Releasing June 2, 2017 on her own Reuben Records, Memphis puts Black — already considered “a bluesy, R&B heavy hitter” by Elmore magazine — on the same continuum as soul sisters from Dusty Springfield, Ann Peebles and Mavis Staples to Bonnie Raitt and Shelby Lynne.
The album was produced and engineered by Scott Bomar, the Grammy-nominated, Emmy-winning producer and leader of the Bo-Keys. His band includes Hi Records rhythm section drummer Howard Grimes, who joins fellow Hi greats the Rev. Charles Hodges (piano and Hammond B3) and his brother, Leroy “Flick” Hodges (bass), along with Stax guitarist Bobby Manuel on many of these tracks. Together with the Bo-Key’s Joe Restivo on guitar and horn and string arrangements by Marc Franklin (the Bo-Keys and Gregg Allman Band), the album’s seven originals and three well-chosen covers (by Otis Clay, Bobby “Blue” Bland and Ruby Johnson), nail the passion that flows through this town like the mighty Mississippi.
Infusing her vocals with Saturday-night sultriness and Sunday-morning gospel, slow-dance sexiness and fast-dance exuberance, Black goes from silky smooth to raw and rough with equal ease. Her organic sound was recorded old-school analog style at Bomar’s Electraphonic Recording studio and mixed to tape by Adam Hill at Ardent Studios.
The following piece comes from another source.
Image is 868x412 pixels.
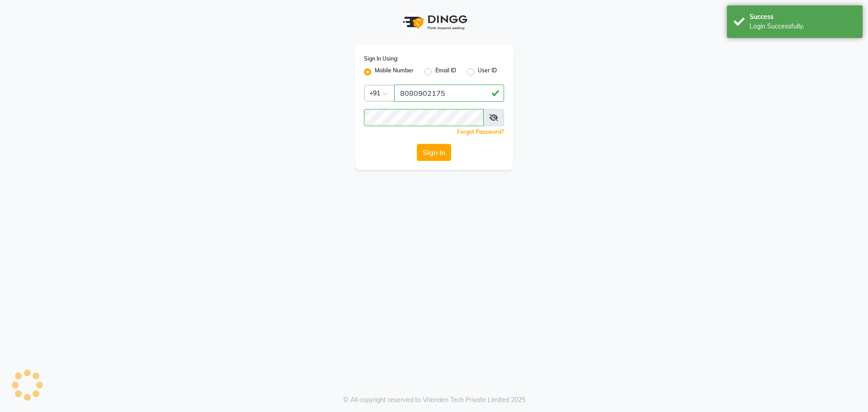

The result is pure and authentic —and she wouldn’t have it any other way.
“I love the music of Memphis; everything that came out of here in the ‘50s, the ‘60s, the ‘70s … I love the grit and the guts and the soul and the groove,” Black says. “And the heart of it all is the blues.”
Black says she hopes Memphis inspires listeners to dig into this music as she has, and to explore “the history, the people, the stories” of this fabled place. With her live Memphis Music Revue, she’s ready to carry that music far and wide. But no matter how you experience her music, when Amy Black takes you to Memphis, it’s a journey you won’t forget.